Location, Location, Location

In real estate, there is a saying: the three most important factors are Location, Location, and Location. For some classes of building systems, these same three factors should be the most important factors in choosing systems. Either this requires lots of tight integration, requiring lots of time and expense, or it requires interoperability.

One of the benefits of interoperability is to support diversity. There are many reasons to have a diverse set of systems in each house. Some people will want to choose the best of the breed. Some people will have different tastes. And sometimes, especially as each site contains a mix of generation storage and systems to supplement the grid as well as its array of building systems, diversity will support the special needs of the location.

My mother told me tonight of a system her father’s friends had in the high Sierras. The remote location made fuel difficult to bring in. The alpine terrain limited the use of geothermal solutions. The extremes of heat and cold in the high desert made climate control daunting.

Despite these problems, the house was warm or cold as desired. The site specific system provided this service economically. The secret of the site-specific system was…the swimming pool.

The swimming pool served as the heat sink for the house. Tucked deep into the mountain side by the house, the pool maintained a temperature mediated by contact with the soil far below the frost line. The pool kept the house warm in winter and cool in summer.

As we build transacted energy systems interacting with agents at the level of every house, a pool-based climate control system should fit right in. The agent should see what is merely heating and cooling; in the same way, my laptop sees a thumb-drive and a disk drive as identical. All internal actions should be abstracted up to simple interface that does not know the internal details.

This will let me choose the best of breed agents to run my house with its best of breed systems. Those systems will be different from what someone else chooses as best of breed because people have different criteria. One of those criteria will be the location of the building and its site-specific needs.

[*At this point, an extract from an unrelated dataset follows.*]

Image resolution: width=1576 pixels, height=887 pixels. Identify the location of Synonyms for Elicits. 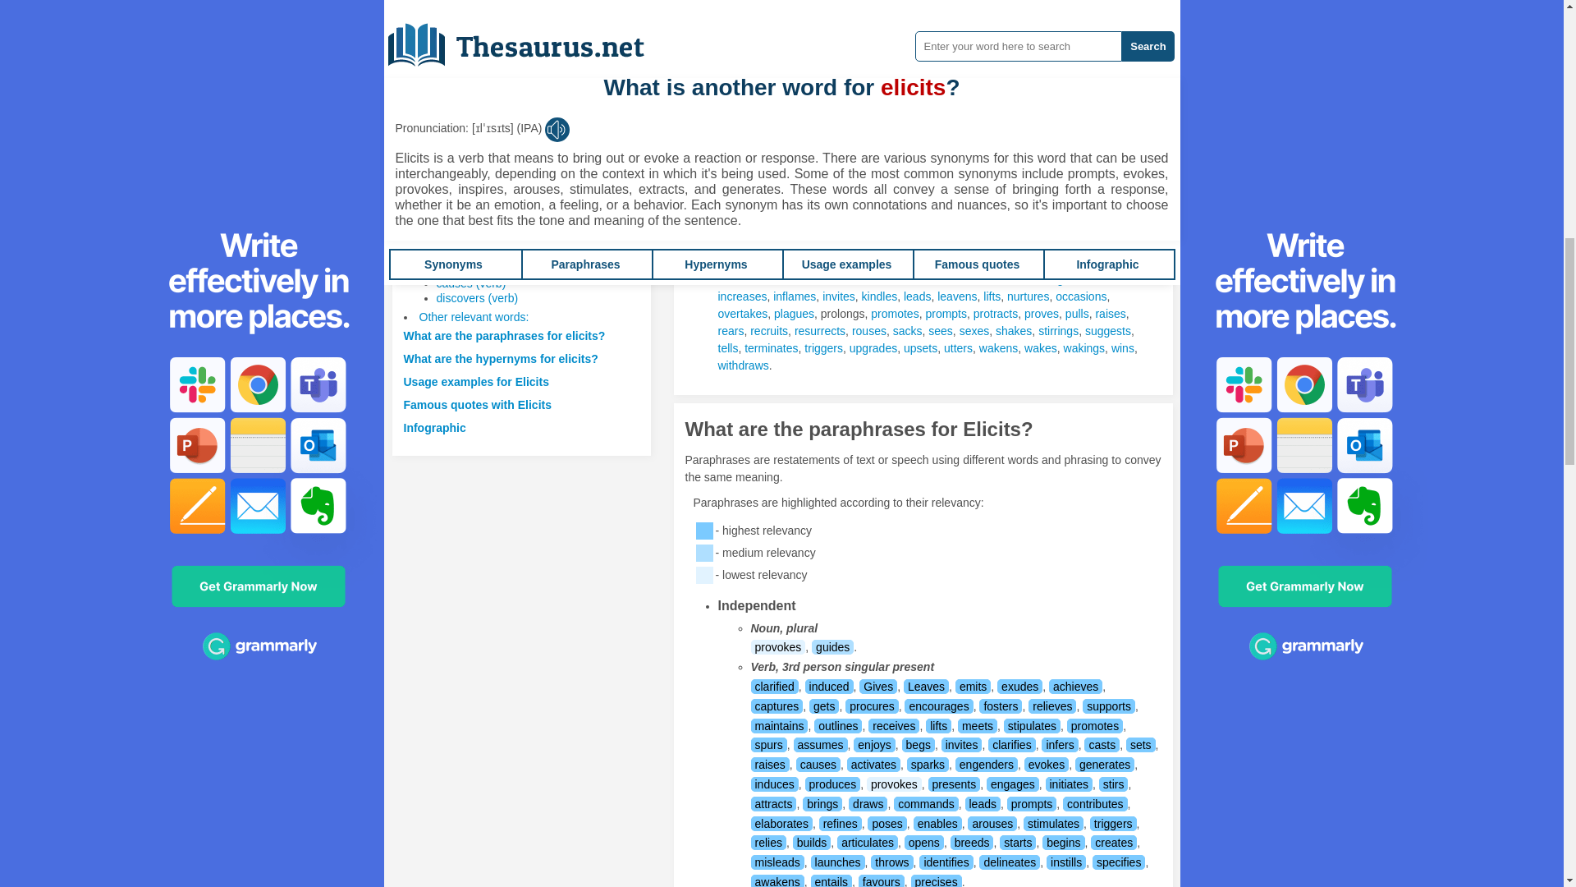
(767, 3).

Abstract interfaces create interoperability. Interoperability lets you choose the systems you want to fit the needs of the site you have. Interoperability will let systems compete based upon performance with the location, and meeting the needs of the house.

Abstraction creates interoperability. Interoperability enables markets. Markets drive diversity. Diversity offers choice. Choice drives competition. Competition drives innovation.

Each of these options should be at the system level, not at the component. Because systems offer service. And service is where competition is best.